Gui, a masters student living in the UK, has been branded a “troublemaker” by the Chinese foreign ministry for her role in publicising her father's case, and is isolated from her extended family in mainland China out of concern they are under surveilance. "I don't feel I'm in a position to contact them at the moment, thinking it's not unlikely my dad's family are all under some extent of surveillance - and having been called 'a trouble maker' by the foreign ministry I don't think I would be doing them any favours by contacting them," she said.
While she said this was “a scary thing to hear”, she is determined to continue raising awareness of her father’s imprisonment, appearing first at Gothenburg Book Fair last month and again at FBF this week, despite veiled threats and calls from her father that her doing so would "make things worse" for him.
"It's surreal it's been almost a year," she said. "I don't know how else to describe it. The more that time passes, a resolution to all this seems further and further away. I was hoping he would be released quite quickly, especially when all of his colleagues started coming back in the spring. Now that nothing has happened in so long, it's been a year and there haven't been any signs that anything is going to happen anytime soon …I'm starting to feel like I don't even know if I can ever expect to see him again.

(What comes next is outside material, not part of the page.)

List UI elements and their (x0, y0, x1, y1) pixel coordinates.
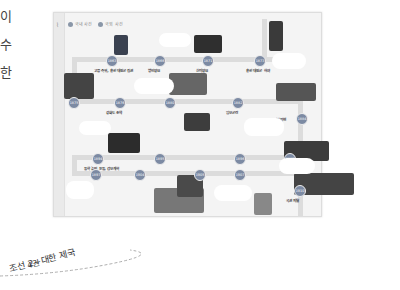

"I've tried to come to terms with that. I don't know in what terms to think about it in. I can't do anything about that apart from trying to raise the profile of the case."
She added: "Theoretically he could be released tomorrow or they could keep him for the rest of his life; I have no idea. I still don't know [on what formal charge he has been detained under]. I haven't been told.”
The Swedish government has been pursuing the case at a consular level pressing for access and details of the charges against Gui. According to Angela Gui, he appeared "very tired” during Swedish diplomats’ most recent visit at the end of September.
The business of selling the kinds of political books Gui used to publish has been affected following his kidnapping and detention, with Singaporian chain Page One pulling titles from its shelves in January. A clerk at the store said earlier this year, "We are not going to sell them again. I think you can understand." Angela Gui said of this, while many of her father's books were, perhaps unfairly, dismissed as "tabloid", this too was "a really important outlet for people to start thinking critically about their leadership for having been exposed to any alternate narrative or opinion", particularly in China.
"Most of the business of selling this kind of book in HK has now shut down after what happened to my dad and his colleagues and I think that is really significant," she said.